Dad's Bike Ride
Father's day was two weekends ago and while my father crossed my mind on that day, he did not linger. Taking after him, I was self-absorbed with no slight too small. Instead, I found myself thinking about him today while I was on one of my long solitary Sunday afternoon walks.
On today's walk, I found myself trying looking for a through line connecting my son Aidan, 17, to me at 17, to my dad when I was 17, and then back to me now.
When I was 17 my dad was 56, or essentially the same age as I am to my son. He was recently retired while I am wanting to be retired. He would seldom have friends over the house. I seldom have friends over the house since most of my friends have left Beijing and I'm hard to get close to. I believe the latter applied to him as well. He did have his golf and his golf friends. At the course. On the course. I have twitter. When I got home from school, I'd find him in the TV room watching the Newlywed Game. I watch Hulu or Amazon Prime or YouTube. I'd sit and watch an episode with him and sometimes massage his forehead although that may have been when I was younger. Father/Son tensions tend to ratchet up by 17, precluding the head massage. My expression of tension was avoidance. We had a connection with sports and golf but I didn't feel he understood sports they way I did. He was an outstanding golfer and at 17 I was just a beginner having joined the high school golf team. He was too embarrassed or was it to principled to play with me at the course he played with his friends. He'd take me and my younger brother to play the Fleming nine hole course. He was unsure of how to teach us but did arrange for a lesson. Or two. Once we had a level of competency he would play with us on occasion. I never felt good enough. Because I wasn't. An eternal beginner.
I have a connection with Aidan. At times I wish it could be deeper. I know he he holds part of himself back from me. I do the same as I do with everyone. He wants to please me and he's a bit afraid of me. This leads to skimming over some conversations where there's an opportunity to go deeper. For the past few months, about 2-3 times a week, we take our dog Kobe on a two mile "river" walk. We talk sports. We talk how he's doing in school. He's shifted from blaming his teachers when he gets a poor mark to taking some responsibility. He vapes. He tells me what goes on in the China internet, something I can't read without translation. He gives me his interpretation. He's finding pattens, trying to make sense of the world. I want to tell him it never makes sense, except for fleeting moments. He's started reading philosophy this past week. Ordered books on Plato, Hegel, Marx. Good luck with that. He says Plato had a lot of things figured out. I try to steer the conversation to what's important to him.
I don't really remember the details of what I talked to my dad about when I was 17. I remember he used to go on these long solitary bike rides. That at one point he was able to make it up Guadalupe Canyon without stopping. A place I visited after he died at 90. I don't know why he took those bike rides. Exercise? Solitude? Loneliness? Diversions?
My Sunday afternoons and often Saturdays find me with nothing to do. No tweets to read, no work I want to do, no TV shows to watch. So I listen to podcasts and walk. I enjoy the solitude. I enjoy the diversions of the podcasts and other walkers. Sometimes I just do it because I need to do something. Doing nothing connects me with my loneliness and I actively avoid that.
In my dad's last years I would sit in the TV room with him while he watched golf with the sound off. The phone would ring. A telemarketer. The kind I am genetically conditioned to lash at. Genetics from my father. I wait for my dad to say something rudely clever and hang up. Yet he talks, engages the telemarketer. He's lonely. Maybe confused. This repeats on many calls.
I think my dad's bike was Italian. He was quite proud of it. He would say people who knew something about bikes knew this was a good frame. I have bike. It's built like a tank. Tomorrow morning I'll get on it and ride and hour to work and in the evening an hour home. Beijing is about to enter its hot, humid, and wet part of summer.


» **Exercise requirements**: The records that follow are to be repeated exactly, without any pictures.

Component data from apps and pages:

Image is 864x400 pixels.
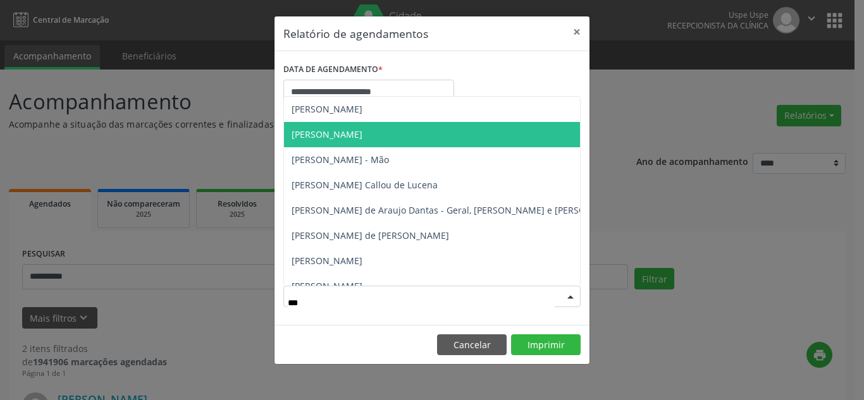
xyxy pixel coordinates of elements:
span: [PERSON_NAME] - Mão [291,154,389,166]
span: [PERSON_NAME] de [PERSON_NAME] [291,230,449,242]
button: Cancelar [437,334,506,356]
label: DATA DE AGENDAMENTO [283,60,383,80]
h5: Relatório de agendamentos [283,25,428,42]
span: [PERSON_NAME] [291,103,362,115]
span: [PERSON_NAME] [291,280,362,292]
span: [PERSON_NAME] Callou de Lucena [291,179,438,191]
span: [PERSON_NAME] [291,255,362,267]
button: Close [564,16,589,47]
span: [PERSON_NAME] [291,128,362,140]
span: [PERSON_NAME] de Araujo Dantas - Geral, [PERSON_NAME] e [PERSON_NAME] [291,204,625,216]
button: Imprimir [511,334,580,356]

» **Reply**:
Image is 864x400 pixels.
xyxy pixel coordinates of elements:
span: [PERSON_NAME] - Mão [291,154,389,166]
span: [PERSON_NAME] de [PERSON_NAME] [291,230,449,242]
button: Cancelar [437,334,506,356]
label: DATA DE AGENDAMENTO [283,60,383,80]
h5: Relatório de agendamentos [283,25,428,42]
span: [PERSON_NAME] [291,103,362,115]
span: [PERSON_NAME] [291,280,362,292]
span: [PERSON_NAME] Callou de Lucena [291,179,438,191]
span: [PERSON_NAME] [291,255,362,267]
button: Close [564,16,589,47]
span: [PERSON_NAME] [291,128,362,140]
span: [PERSON_NAME] de Araujo Dantas - Geral, [PERSON_NAME] e [PERSON_NAME] [291,204,625,216]
button: Imprimir [511,334,580,356]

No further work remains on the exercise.